Tower Topics 23 years ago











Here’s a story published in the the May, 1984 Tower Topics
from the new ediitor--Sarah Vradenburg


Welcome to the re-premiere of Tower Topics.

While we're on the subject of welcomes, I want to thank everyone here for the warm welcome extended me when I started in March. It was clear that more of you knew about me than I knew about you, and you seemed genuinely glad I had arrived.

The Beacon Journal's reputation for hospitality is well-deserved.

I want to te
ll you a little about myself. It's only fair that you know something about the woman whose job it is to tell you about the Beacon Journal.

I came here from a weekly newspaper in Fairlawn where for two years I was a general assignment reporter. I have been a stringer for the Beacon Journal and before that covered the southern suburbs for another weekly newspaper.

I took graduate journalism courses at Kent State University and currently exist in that state of academic limbo called All But Thesis.

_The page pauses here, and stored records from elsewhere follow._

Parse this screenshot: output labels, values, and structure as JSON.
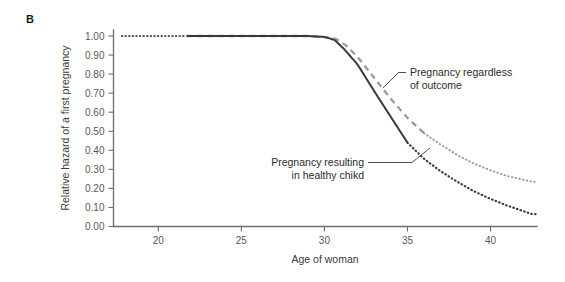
{
  "figure": {
    "panel_label": "B",
    "background_color": "#ffffff"
  },
  "chart_data": {
    "type": "line",
    "title": "",
    "subtitle": "",
    "xlabel": "Age of woman",
    "ylabel": "Relative hazard of a first pregnancy",
    "xlim": [
      17.3,
      42.8
    ],
    "ylim": [
      0.0,
      1.0
    ],
    "grid": false,
    "legend_position": "inline-annotations",
    "xticks": [
      20,
      25,
      30,
      35,
      40
    ],
    "xtick_labels": [
      "20",
      "25",
      "30",
      "35",
      "40"
    ],
    "yticks": [
      0.0,
      0.1,
      0.2,
      0.3,
      0.4,
      0.5,
      0.6,
      0.7,
      0.8,
      0.9,
      1.0
    ],
    "ytick_labels": [
      "0.00",
      "0.10",
      "0.20",
      "0.30",
      "0.40",
      "0.50",
      "0.60",
      "0.70",
      "0.80",
      "0.90",
      "1.00"
    ],
    "series": [
      {
        "name": "Pregnancy regardless of outcome",
        "color": "#9a9a9c",
        "style": "dashed-then-dotted",
        "observed_from": 21.7,
        "observed_to": 36.0,
        "x": [
          17.8,
          19.0,
          20.0,
          21.0,
          21.7,
          23.0,
          25.0,
          27.0,
          29.0,
          30.0,
          30.7,
          31.3,
          32.0,
          33.0,
          34.0,
          35.0,
          36.0,
          37.0,
          38.0,
          39.0,
          40.0,
          41.0,
          42.0,
          42.5
        ],
        "values": [
          1.0,
          1.0,
          1.0,
          1.0,
          1.0,
          1.0,
          1.0,
          1.0,
          1.0,
          0.995,
          0.985,
          0.95,
          0.89,
          0.78,
          0.67,
          0.57,
          0.49,
          0.43,
          0.375,
          0.33,
          0.295,
          0.265,
          0.245,
          0.235
        ]
      },
      {
        "name": "Pregnancy resulting in healthy chikd",
        "color": "#3a3a3c",
        "style": "solid-then-dotted",
        "observed_from": 21.7,
        "observed_to": 35.0,
        "x": [
          17.8,
          19.0,
          20.0,
          21.0,
          21.7,
          23.0,
          25.0,
          27.0,
          29.0,
          30.0,
          30.6,
          31.2,
          32.0,
          33.0,
          34.0,
          35.0,
          36.0,
          37.0,
          38.0,
          39.0,
          40.0,
          41.0,
          42.0,
          42.5
        ],
        "values": [
          1.0,
          1.0,
          1.0,
          1.0,
          1.0,
          1.0,
          1.0,
          1.0,
          1.0,
          0.995,
          0.98,
          0.93,
          0.85,
          0.71,
          0.575,
          0.44,
          0.355,
          0.29,
          0.235,
          0.185,
          0.145,
          0.11,
          0.08,
          0.065
        ]
      }
    ],
    "annotations": [
      {
        "id": "upper",
        "text_line_1": "Pregnancy regardless",
        "text_line_2": "of outcome",
        "points_to_series": "Pregnancy regardless of outcome"
      },
      {
        "id": "lower",
        "text_line_1": "Pregnancy resulting",
        "text_line_2": "in healthy chikd",
        "points_to_series": "Pregnancy resulting in healthy chikd"
      }
    ]
  }
}
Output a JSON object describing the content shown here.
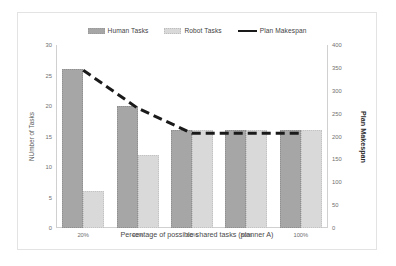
{
  "chart_data": {
    "type": "bar",
    "title": "",
    "categories": [
      "20%",
      "40%",
      "60%",
      "80%",
      "100%"
    ],
    "series": [
      {
        "name": "Human Tasks",
        "type": "bar",
        "axis": "left",
        "color": "#a6a6a6",
        "values": [
          26,
          20,
          16,
          16,
          16
        ]
      },
      {
        "name": "Robot Tasks",
        "type": "bar",
        "axis": "left",
        "color": "#d9d9d9",
        "values": [
          6,
          12,
          16,
          16,
          16
        ]
      },
      {
        "name": "Plan Makespan",
        "type": "line",
        "axis": "right",
        "color": "#1a1a1a",
        "values": [
          345,
          262,
          207,
          207,
          207
        ]
      }
    ],
    "xlabel": "Percentage of possible shared tasks (planner A)",
    "ylabel": "NUmber of Tasks",
    "ylabel_secondary": "Plan Makespan",
    "ylim": [
      0,
      30
    ],
    "yticks": [
      0,
      5,
      10,
      15,
      20,
      25,
      30
    ],
    "ylim_secondary": [
      0,
      400
    ],
    "yticks_secondary": [
      0,
      50,
      100,
      150,
      200,
      250,
      300,
      350,
      400
    ],
    "grid": false,
    "legend_position": "top"
  },
  "legend": {
    "items": [
      {
        "label": "Human Tasks",
        "marker": "bar-swatch-dark"
      },
      {
        "label": "Robot Tasks",
        "marker": "bar-swatch-light"
      },
      {
        "label": "Plan Makespan",
        "marker": "line-swatch-black"
      }
    ]
  }
}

I am a native Northern Ohioan. I lived briefly in California but, among other things, found that a rain-soaked childhood makes one intolerant of drought. I also found that it is people who really constitute an environment, and that the people here are as good as people anywhere, often better.

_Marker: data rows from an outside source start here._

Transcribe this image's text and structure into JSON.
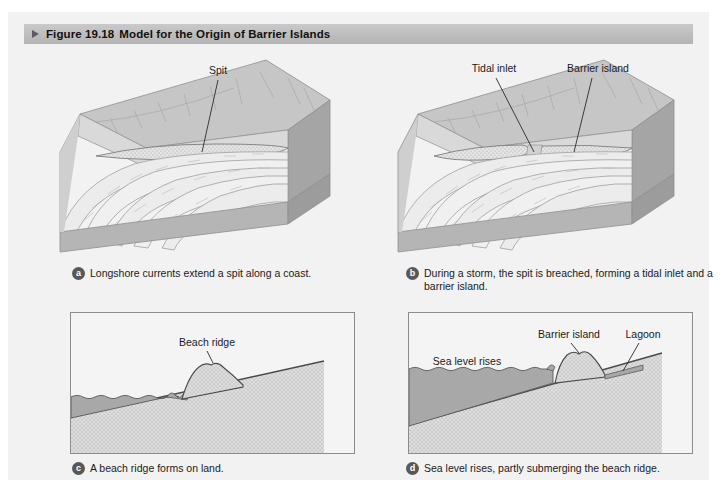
{
  "figure": {
    "number": "Figure 19.18",
    "title": "Model for the Origin of Barrier Islands",
    "marker_icon": "triangle-right-icon"
  },
  "colors": {
    "header_bar": "#bdbdbd",
    "page_background": "#f2f2f2",
    "panel_border": "#8c8c8c",
    "water": "#a8a8a8",
    "sand": "#dcdcdc",
    "land": "#cfcfcf",
    "badge": "#58585a",
    "text": "#1a1a1a"
  },
  "panels": [
    {
      "id": "a",
      "badge": "a",
      "caption": "Longshore currents extend a spit along a coast.",
      "type": "block-diagram",
      "labels": [
        {
          "name": "spit-label",
          "text": "Spit"
        }
      ]
    },
    {
      "id": "b",
      "badge": "b",
      "caption": "During a storm, the spit is breached, forming a tidal inlet and a barrier island.",
      "caption_line1": "During a storm, the spit is breached, forming a tidal",
      "caption_line2": "inlet and a barrier island.",
      "type": "block-diagram",
      "labels": [
        {
          "name": "tidal-inlet-label",
          "text": "Tidal inlet"
        },
        {
          "name": "barrier-island-label",
          "text": "Barrier island"
        }
      ]
    },
    {
      "id": "c",
      "badge": "c",
      "caption": "A beach ridge forms on land.",
      "type": "cross-section",
      "labels": [
        {
          "name": "beach-ridge-label",
          "text": "Beach ridge"
        }
      ]
    },
    {
      "id": "d",
      "badge": "d",
      "caption": "Sea level rises, partly submerging the beach ridge.",
      "type": "cross-section",
      "labels": [
        {
          "name": "sea-level-rises-label",
          "text": "Sea level rises"
        },
        {
          "name": "barrier-island-label",
          "text": "Barrier island"
        },
        {
          "name": "lagoon-label",
          "text": "Lagoon"
        }
      ]
    }
  ]
}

Which gets us to the subject of people-in this case, the people who work at the Akron Beacon Journal. You are the reason I am here.

The last issu
e of Tower Topics was published in November. It is my job to revive the magazine so that all 754 of us know what other Beacon Journal employees are doing, what is new with Knight-Ridder Corporation and, from time to time, what is going in on in the newspaper industry.

In the short time I have been here I have learned some valuable lessons:

(1) Mine is not a desk job, which translates to a need to invest in a comfortable pair of walking shoes.

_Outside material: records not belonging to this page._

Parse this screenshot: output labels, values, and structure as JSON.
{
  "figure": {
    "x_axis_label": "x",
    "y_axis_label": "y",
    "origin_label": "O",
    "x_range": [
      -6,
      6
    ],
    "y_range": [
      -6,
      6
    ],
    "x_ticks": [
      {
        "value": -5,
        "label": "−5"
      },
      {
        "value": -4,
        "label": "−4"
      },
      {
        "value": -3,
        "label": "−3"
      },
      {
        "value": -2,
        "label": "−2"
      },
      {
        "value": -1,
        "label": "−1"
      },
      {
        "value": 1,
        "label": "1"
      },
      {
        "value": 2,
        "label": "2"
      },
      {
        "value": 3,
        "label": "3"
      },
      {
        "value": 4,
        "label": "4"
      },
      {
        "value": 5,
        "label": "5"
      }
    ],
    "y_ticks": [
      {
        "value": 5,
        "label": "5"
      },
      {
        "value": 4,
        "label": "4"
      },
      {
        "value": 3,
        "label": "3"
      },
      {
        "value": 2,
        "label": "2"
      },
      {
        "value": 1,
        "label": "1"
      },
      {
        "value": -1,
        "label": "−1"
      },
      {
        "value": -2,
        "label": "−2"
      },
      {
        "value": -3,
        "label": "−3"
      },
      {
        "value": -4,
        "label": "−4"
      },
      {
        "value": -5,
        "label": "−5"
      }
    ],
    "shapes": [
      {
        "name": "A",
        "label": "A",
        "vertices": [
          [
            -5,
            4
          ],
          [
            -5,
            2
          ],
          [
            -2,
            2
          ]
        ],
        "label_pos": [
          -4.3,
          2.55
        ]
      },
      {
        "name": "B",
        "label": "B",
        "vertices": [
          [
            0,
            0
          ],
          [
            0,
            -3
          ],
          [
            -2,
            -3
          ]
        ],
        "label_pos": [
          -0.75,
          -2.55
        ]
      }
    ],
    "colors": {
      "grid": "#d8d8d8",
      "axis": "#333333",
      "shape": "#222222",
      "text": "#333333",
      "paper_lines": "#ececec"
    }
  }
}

(2) The people here are more than their jobs. In this issue alone sa you will read of pressmen who are artists and editors and reporters who teach.

(3) The commitment to quality is obvious. For those whose awards are detailed elsewhere, their high standards
are apparent and have been recognized. For others, excellence simply is a part of the job. As in all human endeavors, absolute perfection can be elusive, but it is a pleasure to work with professionals.


The total adds up to a multifaceted gathering of newspaper professionals and craftsmen all working to put out a good newspaper, day after day after day. When I realize that 128 of you have been doing that for at least 25 years, (one of you has been here for 50 years), and that this newspaper has been published for 145 years, things fall into perspective.

This publication will change in appearance, content and focus over the next few months. It will showcase our talents and interests, provide information about ourselves and about the industry of which we are a part.

And it will be done with a sense of humor.

After all, people who spend their working lives publishing an award winning daily newspaper deserve the same quality publication of their own with a chuckle now and then.